I have an installation of Mongo v3.0.15 and I cannot execute the find command from my application. I need to build this with backward compatibility, so, which command was used instead of find for previous versions of Mongo 3.2?
The current error that I receive from Mongo is:
find command not yet implemented
mongo driver: gopkg.in/mgo.v2
Then am trying to retrieve records using:
s.session.DB("").Run(rawQuery, &queryResult)
Related
I am connecting to my local host mongodb via moongo shell with the following command and getting the following error.
Command
mongosh "mongodb://username:password#localhost:27017/authDb?uuidRepresentation=javaLegacy"
Error
Connecting to: mongodb://<credentials>#localhost:27017/authDb?uuidRepresentation=javaLegacy&directConnection=true&serverSelectionTimeoutMS=2000&appName=mongosh+1.2.3
MongoParseError: option uuidrepresentation is not supported
My requirement is to execute mongo queries that involves Java Legacy UUIDs and the expect the query results to be represented like that.
I can achieve this via tools like Robo3T though.
But I am a specific case where I must do it via mongo shell.
I cannot find any support for this elsewhere.
I have been running MongoDB on two Windows 10 PCs. However, one has mongo always running it seems where I only need to open command prompt and type mongo. This gives me access to the db on PC #1.
However, on PC #2, I must open command prompt and type mongod. Then I have to open a second command prompt to type in mongo, then I get access to the db on PC #2.
After doing this for about a year, I find I want to just want both PCs to work like PC #1, where I just type in mongo and not mongodb and only have to use one command prompt.
I checked online but there's nothing I found straightforward to accomplish this specifically.
Does anybody know the answer?
If in PC#2, your MongoDB version is < 4.0, then you can't do anything i.e., you have to continue with mongod to start Mongo as you do now.
But if your MongoDB version is >= 4.0 or you want to upgrade from lower version of MongoDB, you can follow the below steps.
Take backup of all databases with mongodump. If it is large volume data, then go through this.
Uninstall your MongoDB using Windows Uninstall Program features.
Reinstall MongoDB using the link.
While installing, ensure you select 'MongoDB Service' feature.
Start the MongoDB now in PC#2 as you do in PC#1.
Restore the old databases with mongorestore.
I have an issue with mongodb server. I am using version 3.2.11.
Unable to find metadata for table:index-3--5957523542490303670 Index: {name: id, ns: dashboard.dataaas} - version too new for this mongod
I have already update mongo version to 3.4, but it still could not start the server on, the error still remains.
I would like to delete that index / table, but I could not log in to mongo-shell. And could not found file index-3--5957523542490303670 in any of folder
Please help
Basically as error states, mongo client/shell as well as mongod server should have the same version. You can check the mongo shell version using mongo --version. If it does not match, downgrade/upgrade client as required.
Also check if server is running.
I switched my db properly and also confirmed that there is a document in my collection but I cannot find any collection by 'show collection' command.
Can I know the reason?
Please check your Mongo shell version and MongoDB version are compatible.
Refer to this JIRA ticket which has the similar issue reported. The root cause of the problem was the Mongo shell version and MongoDB version were not compatible.
To get Mongo Shell version:-
Go to the bin folder and execute mongo command which will print the Mongo shell version in the first line.
To get MongoDB version:-
db.version()
I have a MongoDB instance with two databases, let's call them "realdb" and "copydb".
All I want to do is to periodically copy realdb to copydb. The copydb database is our "testing" instance of the actual database "realdb", and we want to periodically update it.
Normally the answer to this question would be "copydb" or "export/import". However, there are some challenges:
The target Mongo instance is running version 1.6 and is not likely to be updated anytime soon.
The target Mongo instance is on a remote server to which I don't have direct access.
This seems like basic enough a function that even 1.6 should have the ability to do it. But when I try anything I get "No such cmd" errors as if the newer Mongo can't communicate with the ancient Mongo.
Any thoughts on how this could be done?
The error "no such command" might mean that:
The command was mistyped, or does not exist
There is a mismatch of the client version (e.g. mongo shell, mongodump, mongoexport, or a mongodb driver) and the server version.
In this case it was a mismatch of the mongo shell version (3.4) vs server version (1.6).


▶ **Your task**: With nothing left out, give the data back exactly.

[[ Records supplied open ]]

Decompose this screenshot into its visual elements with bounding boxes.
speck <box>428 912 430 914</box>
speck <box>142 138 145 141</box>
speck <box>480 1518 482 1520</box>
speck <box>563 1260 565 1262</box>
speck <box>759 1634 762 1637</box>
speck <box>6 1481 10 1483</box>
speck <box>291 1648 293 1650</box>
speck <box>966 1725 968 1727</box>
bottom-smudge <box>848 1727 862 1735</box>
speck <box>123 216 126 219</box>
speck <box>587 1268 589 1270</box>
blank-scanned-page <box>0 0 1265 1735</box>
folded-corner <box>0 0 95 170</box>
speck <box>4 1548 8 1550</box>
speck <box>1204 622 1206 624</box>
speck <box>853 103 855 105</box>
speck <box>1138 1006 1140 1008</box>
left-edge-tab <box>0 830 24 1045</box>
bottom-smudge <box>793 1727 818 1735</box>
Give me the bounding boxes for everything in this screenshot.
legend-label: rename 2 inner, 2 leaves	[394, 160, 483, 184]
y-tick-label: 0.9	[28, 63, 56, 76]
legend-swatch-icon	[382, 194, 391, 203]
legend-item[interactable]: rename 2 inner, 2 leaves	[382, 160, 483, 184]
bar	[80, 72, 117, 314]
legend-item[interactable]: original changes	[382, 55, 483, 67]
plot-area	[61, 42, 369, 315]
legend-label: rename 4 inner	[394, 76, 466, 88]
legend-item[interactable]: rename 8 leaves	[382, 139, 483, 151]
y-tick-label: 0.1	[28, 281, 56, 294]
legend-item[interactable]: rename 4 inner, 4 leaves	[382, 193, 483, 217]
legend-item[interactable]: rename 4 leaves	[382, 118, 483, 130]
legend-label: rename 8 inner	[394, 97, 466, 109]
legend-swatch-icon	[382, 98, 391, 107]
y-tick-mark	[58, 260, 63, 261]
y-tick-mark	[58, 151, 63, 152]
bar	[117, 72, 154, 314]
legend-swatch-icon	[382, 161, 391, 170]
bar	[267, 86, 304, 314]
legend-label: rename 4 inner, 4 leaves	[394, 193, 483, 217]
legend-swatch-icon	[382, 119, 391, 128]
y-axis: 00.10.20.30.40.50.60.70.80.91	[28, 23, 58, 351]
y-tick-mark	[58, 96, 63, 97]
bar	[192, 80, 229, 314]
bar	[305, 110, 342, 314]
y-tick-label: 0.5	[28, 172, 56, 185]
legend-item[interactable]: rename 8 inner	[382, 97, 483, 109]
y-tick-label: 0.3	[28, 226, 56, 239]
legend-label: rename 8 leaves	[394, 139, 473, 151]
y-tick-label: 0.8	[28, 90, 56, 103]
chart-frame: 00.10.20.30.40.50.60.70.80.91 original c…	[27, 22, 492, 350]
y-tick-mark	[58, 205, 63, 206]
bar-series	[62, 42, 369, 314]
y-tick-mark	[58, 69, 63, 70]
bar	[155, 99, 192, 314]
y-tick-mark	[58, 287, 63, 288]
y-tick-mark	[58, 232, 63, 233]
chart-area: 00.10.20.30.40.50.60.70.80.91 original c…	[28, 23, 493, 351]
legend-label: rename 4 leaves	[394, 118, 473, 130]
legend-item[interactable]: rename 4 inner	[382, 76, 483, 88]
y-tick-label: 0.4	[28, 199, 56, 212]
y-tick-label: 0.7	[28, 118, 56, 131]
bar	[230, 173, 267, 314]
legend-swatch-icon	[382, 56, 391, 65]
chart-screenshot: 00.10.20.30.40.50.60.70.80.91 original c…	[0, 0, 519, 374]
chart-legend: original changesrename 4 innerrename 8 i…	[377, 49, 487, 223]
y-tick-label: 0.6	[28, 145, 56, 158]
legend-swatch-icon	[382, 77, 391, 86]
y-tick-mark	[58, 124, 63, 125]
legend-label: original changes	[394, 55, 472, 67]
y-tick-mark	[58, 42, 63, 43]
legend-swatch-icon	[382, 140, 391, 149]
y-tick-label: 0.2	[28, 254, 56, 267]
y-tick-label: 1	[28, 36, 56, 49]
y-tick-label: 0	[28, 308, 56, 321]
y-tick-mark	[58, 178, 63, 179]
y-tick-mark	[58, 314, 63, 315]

[[ Records supplied closed ]]

▶ **Solution for this exercise**:
Decompose this screenshot into its visual elements with bounding boxes.
speck <box>428 912 430 914</box>
speck <box>142 138 145 141</box>
speck <box>480 1518 482 1520</box>
speck <box>563 1260 565 1262</box>
speck <box>759 1634 762 1637</box>
speck <box>6 1481 10 1483</box>
speck <box>291 1648 293 1650</box>
speck <box>966 1725 968 1727</box>
bottom-smudge <box>848 1727 862 1735</box>
speck <box>123 216 126 219</box>
speck <box>587 1268 589 1270</box>
blank-scanned-page <box>0 0 1265 1735</box>
folded-corner <box>0 0 95 170</box>
speck <box>4 1548 8 1550</box>
speck <box>1204 622 1206 624</box>
speck <box>853 103 855 105</box>
speck <box>1138 1006 1140 1008</box>
left-edge-tab <box>0 830 24 1045</box>
bottom-smudge <box>793 1727 818 1735</box>
Give me the bounding boxes for everything in this screenshot.
legend-label: rename 2 inner, 2 leaves	[394, 160, 483, 184]
y-tick-label: 0.9	[28, 63, 56, 76]
legend-swatch-icon	[382, 194, 391, 203]
legend-item[interactable]: rename 2 inner, 2 leaves	[382, 160, 483, 184]
bar	[80, 72, 117, 314]
legend-item[interactable]: original changes	[382, 55, 483, 67]
plot-area	[61, 42, 369, 315]
legend-label: rename 4 inner	[394, 76, 466, 88]
legend-item[interactable]: rename 8 leaves	[382, 139, 483, 151]
y-tick-label: 0.1	[28, 281, 56, 294]
legend-item[interactable]: rename 4 inner, 4 leaves	[382, 193, 483, 217]
legend-item[interactable]: rename 4 leaves	[382, 118, 483, 130]
legend-label: rename 8 inner	[394, 97, 466, 109]
legend-swatch-icon	[382, 98, 391, 107]
y-tick-mark	[58, 260, 63, 261]
y-tick-mark	[58, 151, 63, 152]
bar	[117, 72, 154, 314]
legend-swatch-icon	[382, 161, 391, 170]
bar	[267, 86, 304, 314]
legend-label: rename 4 inner, 4 leaves	[394, 193, 483, 217]
legend-swatch-icon	[382, 119, 391, 128]
y-axis: 00.10.20.30.40.50.60.70.80.91	[28, 23, 58, 351]
y-tick-mark	[58, 96, 63, 97]
bar	[192, 80, 229, 314]
bar	[305, 110, 342, 314]
y-tick-label: 0.5	[28, 172, 56, 185]
legend-item[interactable]: rename 8 inner	[382, 97, 483, 109]
y-tick-label: 0.3	[28, 226, 56, 239]
legend-label: rename 8 leaves	[394, 139, 473, 151]
y-tick-label: 0.8	[28, 90, 56, 103]
chart-frame: 00.10.20.30.40.50.60.70.80.91 original c…	[27, 22, 492, 350]
y-tick-mark	[58, 205, 63, 206]
bar-series	[62, 42, 369, 314]
y-tick-mark	[58, 69, 63, 70]
bar	[155, 99, 192, 314]
y-tick-mark	[58, 287, 63, 288]
y-tick-mark	[58, 232, 63, 233]
chart-area: 00.10.20.30.40.50.60.70.80.91 original c…	[28, 23, 493, 351]
legend-label: rename 4 leaves	[394, 118, 473, 130]
legend-item[interactable]: rename 4 inner	[382, 76, 483, 88]
y-tick-label: 0.4	[28, 199, 56, 212]
y-tick-label: 0.7	[28, 118, 56, 131]
bar	[230, 173, 267, 314]
legend-swatch-icon	[382, 56, 391, 65]
chart-screenshot: 00.10.20.30.40.50.60.70.80.91 original c…	[0, 0, 519, 374]
chart-legend: original changesrename 4 innerrename 8 i…	[377, 49, 487, 223]
y-tick-label: 0.6	[28, 145, 56, 158]
legend-swatch-icon	[382, 77, 391, 86]
y-tick-mark	[58, 124, 63, 125]
legend-label: original changes	[394, 55, 472, 67]
y-tick-mark	[58, 42, 63, 43]
legend-swatch-icon	[382, 140, 391, 149]
y-tick-label: 0.2	[28, 254, 56, 267]
y-tick-label: 1	[28, 36, 56, 49]
y-tick-label: 0	[28, 308, 56, 321]
y-tick-mark	[58, 178, 63, 179]
y-tick-mark	[58, 314, 63, 315]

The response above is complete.